I am finding extremely difficult to deal with vectors of HashMaps in rust. I want to use vectors of HashMaps as an implementation of a sparse matrix container according to constraints that I, hopefully, will be able to explain below.
Most importantly I want to minimize access and modification time, including amortized allocations. Then I want to reduce memory usage as much as possible without increasing the access time, or at least not significantly.
About execution time: I will definitely do a lot of lookups so I need the best access time possible which would be given by a vector as opposed to HashMap<(INDEX, KEY), Value> as mentioned in the comments. Correct me if I am wrong: hashing and collisions handling would definitely impact performance. My key is a complex struct. Although I am considering to simplify it in an enum for the key so maybe hashing will be cheaper in this case, but I am not sure if that will be possible.
About memory: I need to avoid unnecessary memory overhead with empty HashMap which requires 48 bytes in memory. My vector has size in the order of 100 million thus it can easily consume tens of GB. To get out of this wasteful situation, I opted to use Option<Box>. As I understand, I require nullability and cannot use Box directly in this case because this type doesn't allow for nullability, hence it will force me to use empty HashMap and reserve 48 bytes somewhere in memory plus an additional 8 bytes per element because of the Box itself. With Option<Box>, the None variant consumes only 8 bytes, resulting in up to 6 times less memory if all the elements were empty HashMaps.
I am very open to alternative approaches to a sparse matrix implementation that satisfies my needs, but in this question I want to focus about rust patterns for memory efficient representations of vector of hash maps that also avoid dealing with what seems to me unnecessarily verbose chains of Option and pointer types (Box/Rc and friends). Is there any better approach for handling vectors of nullable HashMaps in rust?
According to the Rust docs, creating an empty HashMap
does not incur a heap allocation. In fact, Rust containers have this behavior in general. There should be no need to wrap your HashMap
s in an Option
.
The fact that nullability must be made explicit in Rust is to ensure that API contracts are clear to both the library writer and the user.
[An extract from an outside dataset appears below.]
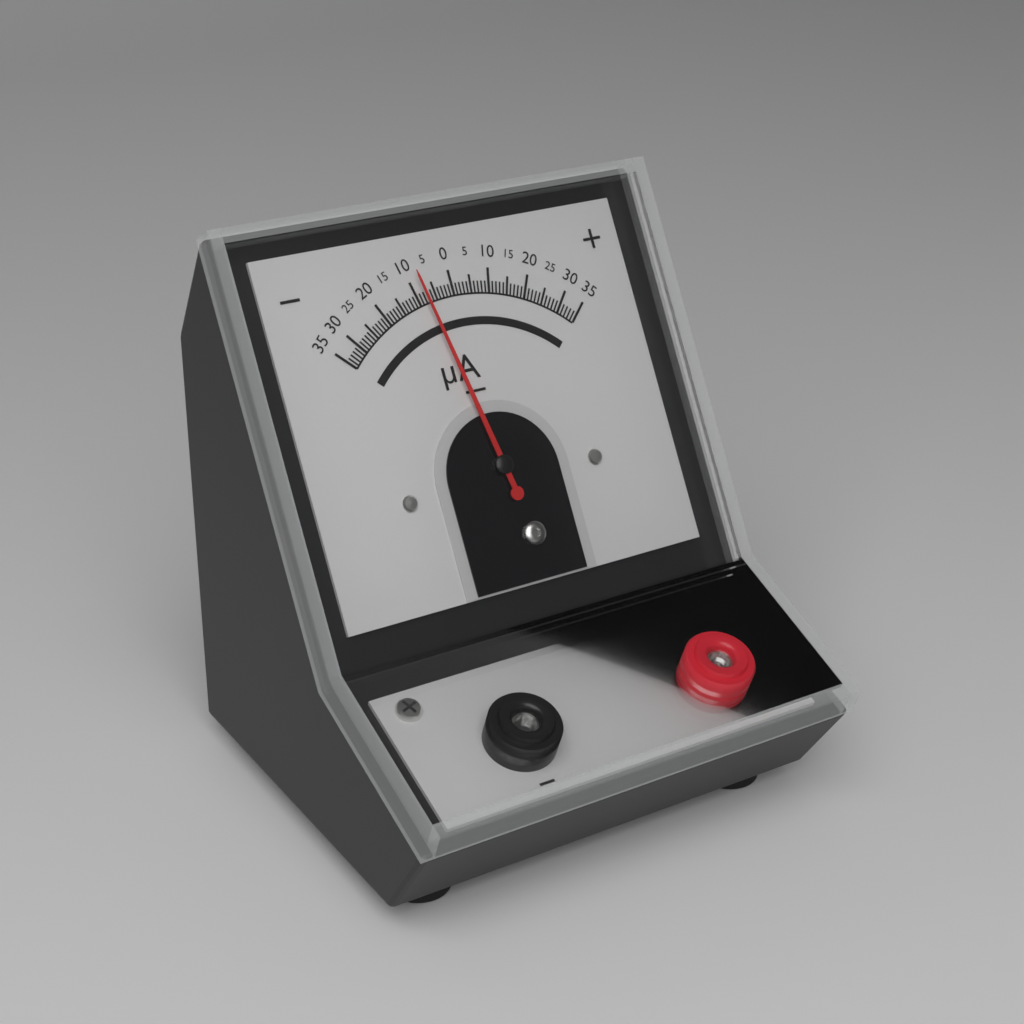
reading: -8 µA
As with all things, "there is no free lunch" and making this explicit can require a few unwrap
s here and there.
Finally, note that while HashMap
is not Copy
it is Clone
if its keys, values, and state are Clone
(the default state is, in fact, clone). As stated in the Rust docs, Clone
"[d]iffers from Copy
in that Copy
is implicit and an inexpensive bit-wise copy, while Clone
is always explicit and may or may not be expensive."